The United States on December 23 signed four new health memorandums of understanding with Madagascar, Sierra Leone, Botswana, and Ethiopia, covering a combined amount of about $2.3 billion over five years. Under the agreements, Washington will commit nearly $1.4 billion, while the partner countries have pledged to mobilize more than $900 million in domestic resources.
The accords expand a framework launched in early December 2025 with Kenya, Uganda, and Rwanda, confirming the acceleration of a new format of US bilateral health assistance in Africa. The model is built around a common structure, with clearly defined objectives, strict implementation timelines, and monitoring mechanisms that include explicit consequences in the event of non-compliance.
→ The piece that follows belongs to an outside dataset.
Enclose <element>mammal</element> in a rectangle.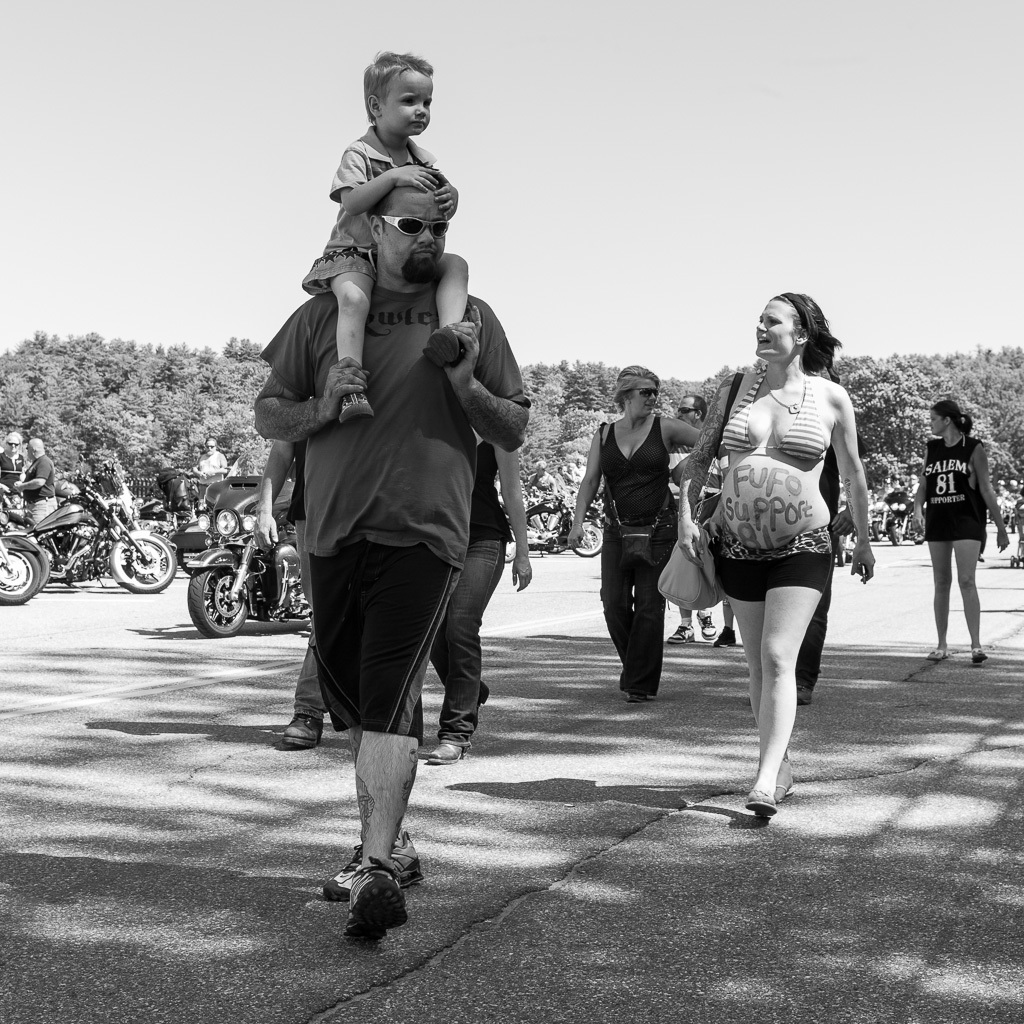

The US State Department says the approach is results-driven, aimed at ensuring that American health assistance delivers measurable outcomes while reducing long-term dependence by recipient countries.
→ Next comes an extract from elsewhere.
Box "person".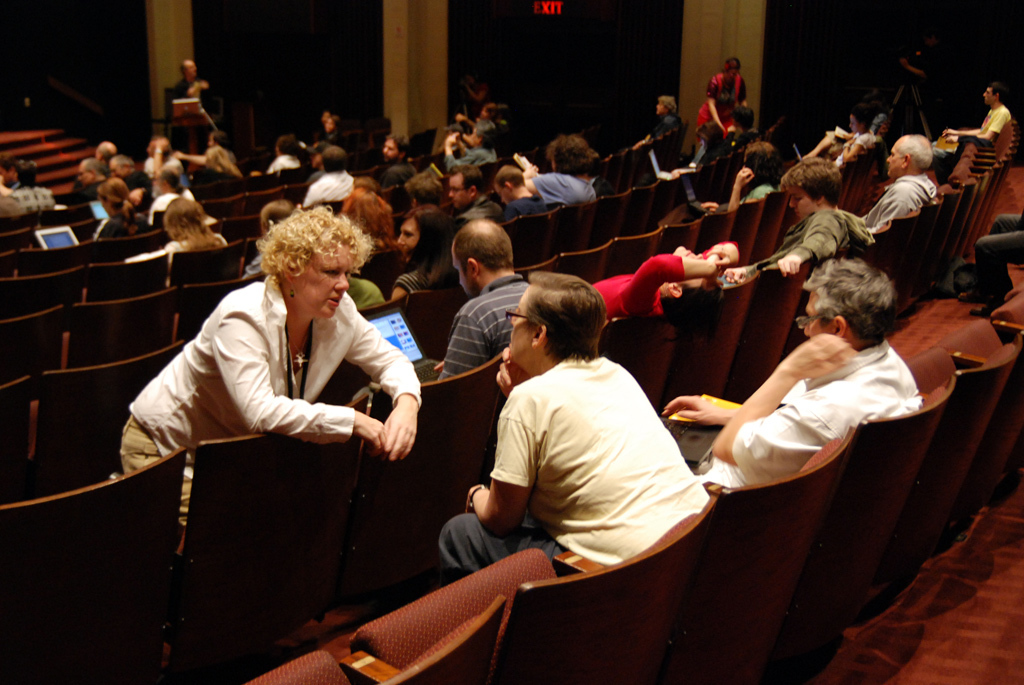
crop(175, 65, 208, 135).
The new funding comes at a critical time for some beneficiaries, notably Madagascar, which has recently cut public health spending. The finance law adopted last month allocates 5.4% of the national budget to health in 2026, down from 6.5% year on year and well below the 15% target set under the Abuja Declaration.
In practice, the strategy involves a relative reduction in US financial effort, stricter requirements for national co-financing, and a shift toward government-to-government agreements. This comes at the expense of multilateral mechanisms and the traditional role of non-governmental organizations. Washington argues that, despite more than $175 billion invested in global health assistance since 2001, a significant share of funding has supported parallel systems considered insufficiently sustainable.
With the inclusion of Madagascar, Sierra Leone, Botswana, and Ethiopia, Africa has become the main testing ground for this model, which could be extended to additional countries, subject to tighter financial and institutional commitments.